Today, it was the now familiar sound that I recognize as trouble in process. Boof. Boof skip boof skip boof with a noise of a large tin can tumbling. Maybe the boofs are the brakes, which is why the missed beat occurs between compressions. There was a black car flipped on its back in the middle lane just after the fork, and concerned people were spilling out of their own vehicles to assist. The car must have lost control a few feet before, for the rate of speed would have caused it to slide forward on its roof for several yards. Not a witness, I only heard that odd, dull resonance which now causes my heart to pause.
Within five minutes, an off-duty somebody had arrived, after ten, the fire trucks had managed to weave through the jammed lanes of rush-hour traffic. What always surprises me is how things slow down after the firemen clock in. No one runs frantically, at least in the accidents I've seen, but the emergency crews walk deliberately, almost as if they are dreaming. Everyone knows their place, the injured are taken care of, hands are on shoulders. Eyes are looking into each other, which is one of the most connective elements any living being can do.
The driver was taken by stretcher into an ambulance, and was then driven away without the alert of a siren. I watched as two men lassoed the car with the winch of a flatbed truck, and turned it so that it was almost facing the ramp leading to the bed.
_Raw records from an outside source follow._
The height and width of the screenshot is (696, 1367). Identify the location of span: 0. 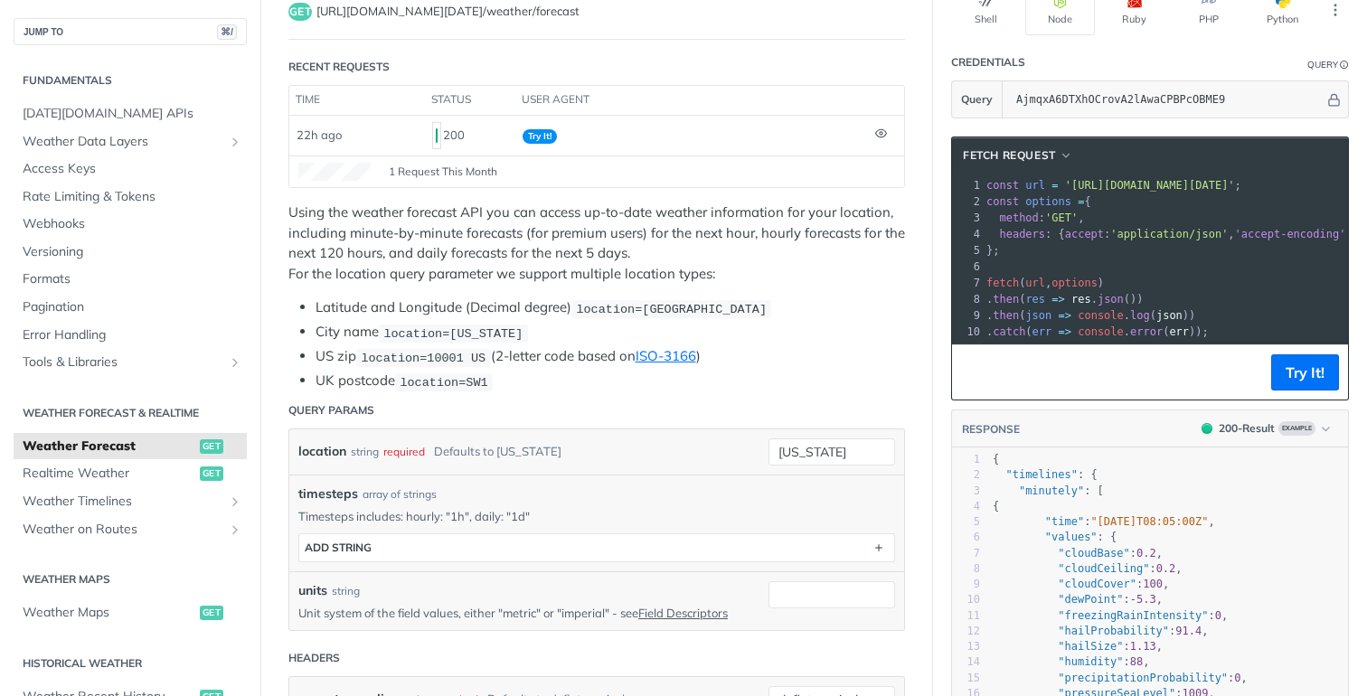
(1218, 616).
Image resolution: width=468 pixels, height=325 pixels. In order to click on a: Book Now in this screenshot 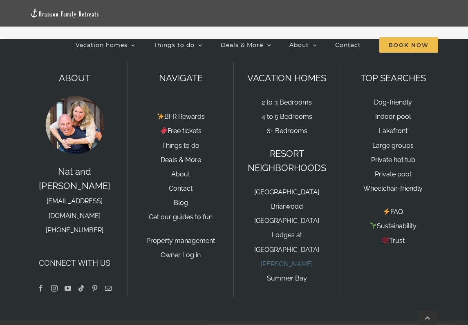, I will do `click(408, 45)`.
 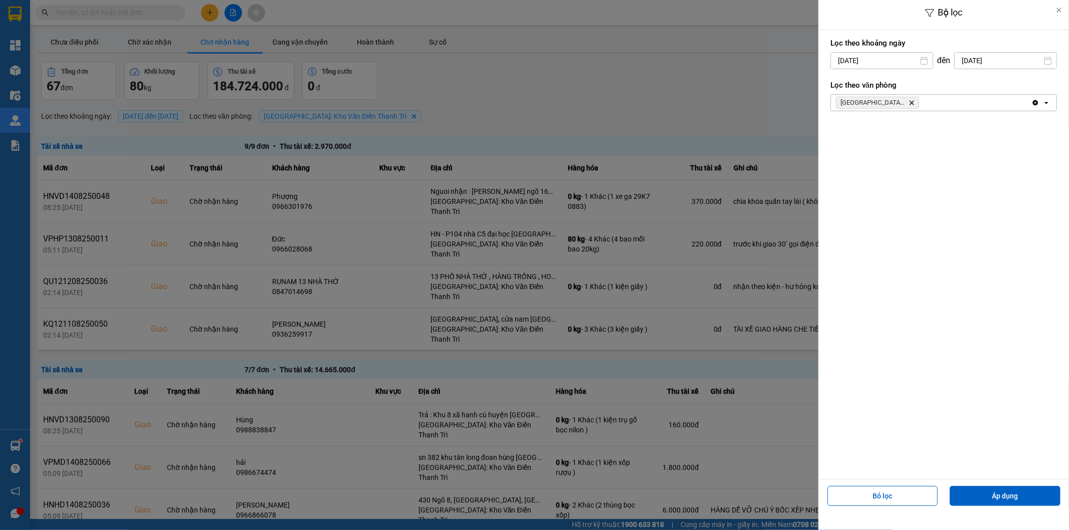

A few adjustments, and the winch was able to tilt the car up and then one of the crew simply bulled the car all the way over to the way a car usually sits. The fire crew had brooms out and swept up the debris and glass, dumping shards into the newly opened hole in the roof.
Poor little car, poor fellow trying to get somewhere. No one else was involved, so I wonder if it was a blown tire. Everything was finished in less than an hour, then the full rumble of traffic began again at about 6:20 p.m. I was making soup for supper, and had found that the planned broccoli had yellowed (toss), switched recipes, and found that I had no canned corn; scrounged again for vegetables to kidnap and it is delicious. Potatoes, onions, a few tomatoes, old frozen parsley, and a small bag of raw shrimp. Bacon bits. Go me.
I will see my son tomorrow, he's in town for a friend's graduation. Tomorrow will be an early rise, for obviously, grocery shopping is needed and I might go see if the sour cherries are in at the farmer's market. The plecostomus is enjoying the cantaloupe I skewered with a stainless steel spoon and plunged into his realm. He likes me. This is the sort of routine that gets tossed by circumstances when disruption hits. Appreciate it, recognize the comfort of it.
My head will be lucky enough to hit the pillow this night, so far. Cats are fed, soup is done, plants are watered. My little orange tree that has grown from an orange pip is a flourishing foot high. The plecostomus was measured today and is four inches longer than a year ago; he is now seventeen inches and if he gets any larger, I may put tires on him and drive around town.
Sleep with the hum of breath, the crinkle of sheets, the hush of a light blanket. I have companions who purr and exhale soft, wheezy sighs of slumbering delight, who come and go on silent feet throughout midnight hours. You will awake tomorrow to lovely things amid the mundane, but sleep now, sleep deeply, safely. Dreamville is waiting.